I’m still disturbed by the hostile attitude of some American Jews toward my claim on the country of my heritage. “Go back home where you can be truly yourself,” said one reader of my recent Tablet article.  The Holocaust still has such a firm grip on American Jewish identity that some refuse to acknowledge the renewal of Jewish life and culture in Germany. How do the naysayers reconcile their blanket rejection of a nation with the choice that many have made to once again be Jewish on German soil? There must be a Judaic principle about having respect and compassion for finding our own path to a Jewish life. 

In a March 2005 publication for the American Jewish Committee (AJC), Rolf Schuette wrote that ”…Germany, in the eyes of the average American Jew, is the least popular European country—with the notable exception of France.” Schuette based this statement on AJC’s 2005 Annual Survey of American Jewish Opinion.  Haven’t American Jewish attitudes towards Germany improved in recent years, especially given the fact that Germany has the fastest growing Jewish population in Europe?  Do American Jews  recognize that Germany is a thriving democracy with deep and enduring ties to Israel?  I contacted the AJC and learned that they have not surveyed American Jewish attitudes towards Germany since 2005 and have no current plans for additional surveys. That’s too bad.

A pillar of American Jewish identity since WWII has been rejection of the land where the genocide occurred. But what about our own need for reconciliation and a more affirmative Jewish identity? Schuette and other observers have noted that the identity of Israelis is less deeply tied to the Holocaust than that of American Jews.  I wrote a previous post about the need for American Jews to update their image of Germany (see Time for an Image Update).  Perhaps it’s time for an identity update as well.

Posted in Uncategorized | Tagged , , , , | 1 Comment

This is my journey…what’s yours?

My personal journey into German Jewish history and contemporary life became more public last week with my article in Tablet Magazine on neo-Nazi terror in Germany.  Here’s the link: http://www.tabletmag.com/life-and-religion/87460/descendants/  Many readers took issue with my commentary and dished up quite a few insults in their comments.  The magazine’s editors chose an ill-suited heading for the piece that made me appear like a country bumpkin from Montana who didn’t know there would be neo-Nazis in Germany.  Actually, I was born in New Jersey and spent most of my life in the Bay Area before moving to Montana in 1996.

Clearly, my German Jewish journey makes many people uncomfortable.  But doesn’t each of us have an odyssey that we must travel in life?  And on that journey don’t we have to step into dark places as well as those suffused with light?  This blog is a journal of the dark and the light places that we have encountered on our return to the land of our ancestors. Perhaps those who fear embarking on their own journeys are quicker to render judgment about the pursuits of others.  Steven, who posted one of the many comments on the article, said it best: “No Jew deserves shame for re-claiming something that was once theirs.”
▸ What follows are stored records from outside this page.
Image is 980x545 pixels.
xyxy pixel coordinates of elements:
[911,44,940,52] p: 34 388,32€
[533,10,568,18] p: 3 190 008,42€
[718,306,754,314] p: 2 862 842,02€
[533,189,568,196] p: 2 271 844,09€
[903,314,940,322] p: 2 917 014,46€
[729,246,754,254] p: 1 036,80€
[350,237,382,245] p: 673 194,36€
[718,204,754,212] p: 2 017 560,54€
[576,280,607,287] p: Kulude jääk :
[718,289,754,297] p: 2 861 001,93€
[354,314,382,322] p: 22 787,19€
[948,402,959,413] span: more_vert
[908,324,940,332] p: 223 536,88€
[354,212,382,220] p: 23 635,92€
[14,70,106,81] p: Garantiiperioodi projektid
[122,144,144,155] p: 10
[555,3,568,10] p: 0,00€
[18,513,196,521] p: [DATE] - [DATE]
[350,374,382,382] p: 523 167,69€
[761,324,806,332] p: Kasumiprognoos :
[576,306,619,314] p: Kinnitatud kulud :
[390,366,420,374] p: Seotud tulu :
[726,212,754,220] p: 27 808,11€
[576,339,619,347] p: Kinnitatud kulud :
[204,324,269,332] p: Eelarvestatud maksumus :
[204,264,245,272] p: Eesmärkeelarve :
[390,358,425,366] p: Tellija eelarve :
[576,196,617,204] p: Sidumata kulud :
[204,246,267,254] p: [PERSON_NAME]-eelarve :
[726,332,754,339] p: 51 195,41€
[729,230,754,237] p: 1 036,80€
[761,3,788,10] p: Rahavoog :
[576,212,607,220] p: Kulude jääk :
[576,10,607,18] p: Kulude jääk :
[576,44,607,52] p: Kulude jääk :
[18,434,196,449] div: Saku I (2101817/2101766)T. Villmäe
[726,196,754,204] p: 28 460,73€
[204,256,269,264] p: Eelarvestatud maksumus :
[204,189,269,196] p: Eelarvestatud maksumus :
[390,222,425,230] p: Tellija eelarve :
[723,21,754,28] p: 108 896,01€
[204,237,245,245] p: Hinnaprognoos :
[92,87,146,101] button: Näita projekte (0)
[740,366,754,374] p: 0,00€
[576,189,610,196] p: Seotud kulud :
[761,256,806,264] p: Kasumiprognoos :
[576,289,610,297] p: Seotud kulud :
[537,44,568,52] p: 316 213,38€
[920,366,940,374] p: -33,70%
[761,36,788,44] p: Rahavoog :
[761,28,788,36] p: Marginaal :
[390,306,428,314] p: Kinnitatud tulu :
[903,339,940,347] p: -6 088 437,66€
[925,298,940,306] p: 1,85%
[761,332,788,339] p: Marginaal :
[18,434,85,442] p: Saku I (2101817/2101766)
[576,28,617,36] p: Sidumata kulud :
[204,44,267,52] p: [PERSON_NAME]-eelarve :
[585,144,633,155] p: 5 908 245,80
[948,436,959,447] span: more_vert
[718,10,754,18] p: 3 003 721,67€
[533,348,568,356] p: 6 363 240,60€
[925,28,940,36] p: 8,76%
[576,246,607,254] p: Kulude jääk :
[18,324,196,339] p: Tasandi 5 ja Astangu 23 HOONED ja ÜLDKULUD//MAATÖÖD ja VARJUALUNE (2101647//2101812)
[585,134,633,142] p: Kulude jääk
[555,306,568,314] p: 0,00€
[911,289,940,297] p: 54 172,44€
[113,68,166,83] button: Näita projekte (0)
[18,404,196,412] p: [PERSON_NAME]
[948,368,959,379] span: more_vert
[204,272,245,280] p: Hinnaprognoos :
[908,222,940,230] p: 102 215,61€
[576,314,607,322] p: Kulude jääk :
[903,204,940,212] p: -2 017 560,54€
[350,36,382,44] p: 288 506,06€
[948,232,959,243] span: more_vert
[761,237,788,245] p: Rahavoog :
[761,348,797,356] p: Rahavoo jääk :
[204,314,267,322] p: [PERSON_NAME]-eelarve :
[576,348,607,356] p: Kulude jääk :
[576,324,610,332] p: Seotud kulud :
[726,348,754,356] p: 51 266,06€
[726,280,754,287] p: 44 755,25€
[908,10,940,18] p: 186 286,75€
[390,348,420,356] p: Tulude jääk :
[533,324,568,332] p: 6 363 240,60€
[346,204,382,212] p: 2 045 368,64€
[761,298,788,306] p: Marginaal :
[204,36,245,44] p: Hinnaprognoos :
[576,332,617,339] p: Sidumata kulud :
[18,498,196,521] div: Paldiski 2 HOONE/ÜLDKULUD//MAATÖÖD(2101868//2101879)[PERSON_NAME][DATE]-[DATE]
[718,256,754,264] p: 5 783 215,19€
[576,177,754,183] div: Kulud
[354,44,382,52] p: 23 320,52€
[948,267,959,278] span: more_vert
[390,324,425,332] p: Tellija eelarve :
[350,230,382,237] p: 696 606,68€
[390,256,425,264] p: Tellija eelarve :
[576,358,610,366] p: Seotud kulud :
American Jews still seem to struggle with the fact that German Jews are German as well as Jewish.  “Ha ha” said some commenters, “why don’t you go back home to Montana!”  But Germany is also a country that’s moved beyond stale debates over gay rights and “family values”, a country that offers equal access to health care and higher education.  My children are on their own personal odyssey, thriving on the chance to live in Europe, attend an international school, and learn German.  I actually do feel safe in Germany, but that does not lead me to dismiss the neo-Nazi terror that has taken place here.  Nor do I think the Zwickau terror cell, and the government’s failure to take timely action against it, can be compared to the white supremacy movements found in Montana and elsewhere.

I don’t see the U.S. or Germany in black and white terms; I try to see each country as it is, filled with promise and possibility as well as dangers that pose a threat to democracy.  As a citizen of both countries, I’m privileged to add my voice to those of others who call out when forces of hate lead us astray from a civil society.